Abstract

Personal-professional development (PPD) is central to clinical psychology in the UK. A qualitative research study of the disciplining role of psychological discourses about PPD and their contribution to perpetuating social power inequalities was conducted. Interviews with ten clinical psychologists from minority and majority groups in the profession were subjected to a critical analysis that theoretically interrogated power relations and identities in their PPD stories. Wider societal power relations were reproduced in the psychologists’ narratives. For participants from Black and minority ethnic (BME) and working class backgrounds, there were tensions between personal and professional identities arising from experiences of discrimination. They drew on social discourses outside mainstream psychology to create meaning and coherence. Contrastingly, men, a small minority in the profession, constructed majority narratives resourced largely by individualised models of PPD. Greatest congruence occurred for White women, the professional majority, whose subjectivities and PPD discourses closely mirrored each other. The research findings are discussed from a Foucauldian perspective on the disciplining role of professional knowledge using two case examples to illustrate individuals' idiographic management of power relations.

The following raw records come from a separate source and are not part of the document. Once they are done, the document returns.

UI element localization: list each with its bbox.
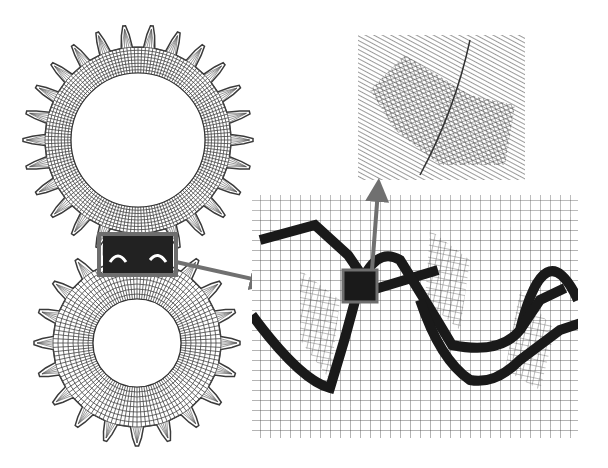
contact-detail-box xyxy=(343,270,377,302)
contact-region xyxy=(103,236,173,273)
detail-inset xyxy=(358,35,525,180)
upper-gear xyxy=(23,26,253,255)
figure-canvas xyxy=(0,0,608,468)
zoom-panel xyxy=(252,195,590,440)
gear-mesh-figure xyxy=(0,0,608,468)
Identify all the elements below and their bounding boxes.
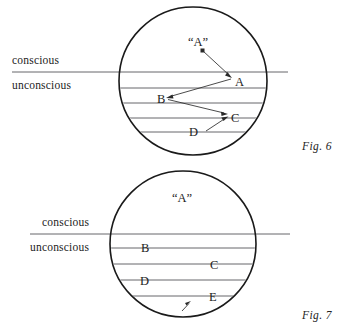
fig7-unconscious-label: unconscious [30,242,89,254]
diagram-canvas [0,0,350,331]
fig7-strata-group [105,248,262,296]
fig6-marker-label-d: D [189,126,198,139]
fig6-arrow-b-to-c [168,100,228,117]
fig7-marker-label-c: C [210,259,218,272]
fig7-conscious-label: conscious [42,217,89,229]
fig7-caption: Fig. 7 [302,310,332,322]
fig6-marker-label-b: B [157,93,165,106]
fig7-marker-label-quoted-a: “A” [172,192,192,205]
fig6-marker-label-a: A [235,76,244,89]
fig6-unconscious-label: unconscious [12,80,71,92]
fig6-arrow-quoted-a-to-a [201,49,233,79]
fig6-caption: Fig. 6 [302,141,332,153]
fig7-arrow-upward-from-base [182,301,191,311]
fig6-marker-label-c: C [231,112,239,125]
fig7-marker-label-e: E [209,291,217,304]
fig6-arrow-d-to-c [206,117,229,132]
fig6-marker-label-quoted-a: “A” [188,36,208,49]
fig6-arrow-a-to-b [166,79,231,99]
fig7-marker-label-b: B [141,242,149,255]
fig6-conscious-label: conscious [12,55,59,67]
figure-plate: conscious unconscious “A” A B C D Fig. 6… [0,0,350,331]
fig7-marker-label-d: D [140,275,149,288]
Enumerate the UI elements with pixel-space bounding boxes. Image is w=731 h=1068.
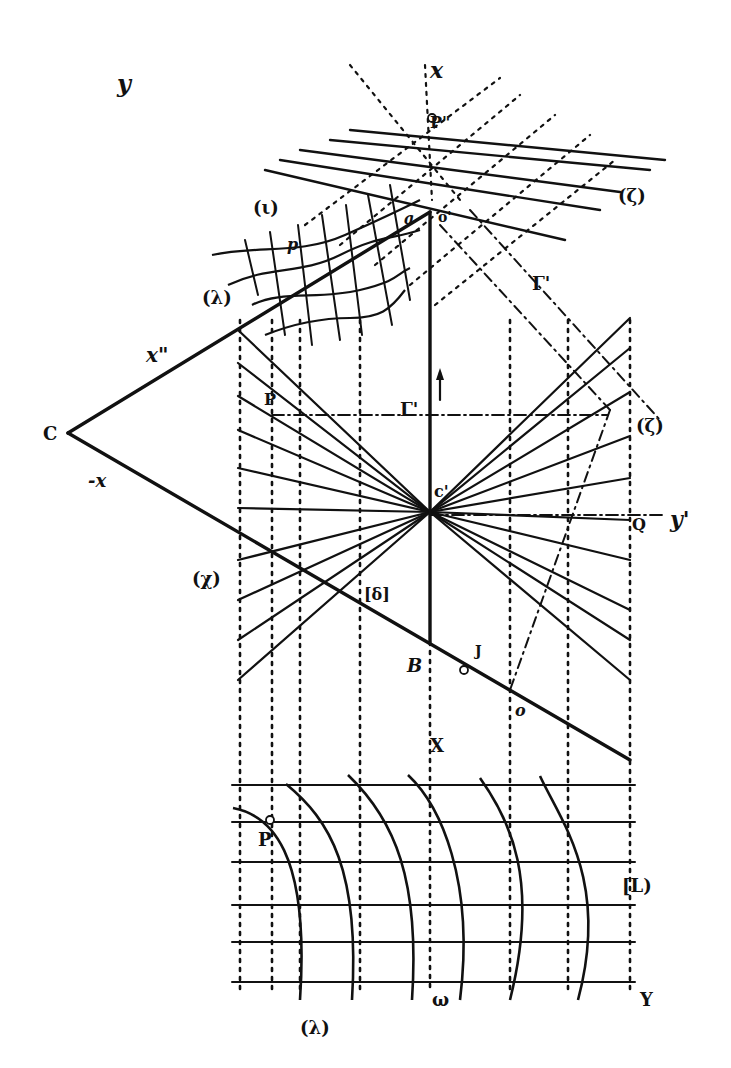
label-C-left: C bbox=[43, 423, 57, 444]
geometry-diagram: yxP"(ζ)(ι)ao'p(λ)x"Γ'C-xPΓ'(ζ)c'Qy'(χ)[δ… bbox=[0, 0, 731, 1068]
label-x-dd: x" bbox=[145, 343, 168, 367]
label-C-prime: c' bbox=[434, 482, 449, 501]
point-marker bbox=[266, 816, 274, 824]
label-o-lower: o bbox=[515, 701, 526, 720]
label-zeta-right: (ζ) bbox=[636, 415, 664, 436]
label-y-top: y bbox=[116, 69, 133, 98]
label-Y-bottom: Y bbox=[639, 989, 654, 1010]
label-P-upper: P bbox=[264, 390, 276, 409]
label-B-mid: B bbox=[406, 655, 422, 676]
label-Gamma-right: Γ' bbox=[532, 273, 550, 294]
label-x-top: x bbox=[429, 57, 444, 83]
label-iota-top: (ι) bbox=[253, 197, 279, 218]
label-X-lower: X bbox=[430, 735, 444, 756]
label-P-dd: P" bbox=[430, 113, 450, 132]
label-lambda-mid: (λ) bbox=[202, 287, 232, 308]
label-lambda-bottom: (λ) bbox=[300, 1017, 330, 1038]
point-marker bbox=[460, 666, 468, 674]
label-chi-left: (χ) bbox=[192, 568, 221, 589]
label-J-mid: J bbox=[473, 643, 482, 659]
label-delta: [δ] bbox=[364, 585, 390, 604]
label-P-lower: P bbox=[258, 829, 272, 850]
label-y-prime: y' bbox=[669, 506, 690, 532]
label-Q-right: Q bbox=[632, 515, 646, 534]
label-O-top: o' bbox=[438, 209, 452, 225]
label-zeta-top: (ζ) bbox=[618, 185, 646, 206]
label-Gamma-mid: Γ' bbox=[400, 399, 418, 420]
label-p-top: p bbox=[287, 235, 298, 254]
label-omega-bottom: ω bbox=[432, 989, 449, 1010]
label-a-top: a bbox=[404, 209, 414, 228]
label-minus-x: -x bbox=[88, 470, 106, 491]
paper-background bbox=[0, 0, 731, 1068]
label-L-right: [L) bbox=[622, 875, 652, 896]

PPD can be seen as on of psychology's technologies for regulation of unequal social relations via practices of the self. BME psychologists challenged the dominant discourses of PPD whilst the paradox of individualism (that its diversity generates innovative contestations of power) was evident in some White psychologists’ narratives. In spite of PPD being a conservative epistemic process, there are possibilities for new knowledge creation when psychological practitioners generate alternative discursive affordances derived from their own experiences. However, a significant distinction remains in the positioning of the disciplinary power of psychology: BME psychologists often took a transformational position to resist psychology’s role in minimising their experiences of social inequality, whereas majority psychologists were concerned with psychology assimilating a greater diversity of knowledges, but without second order change.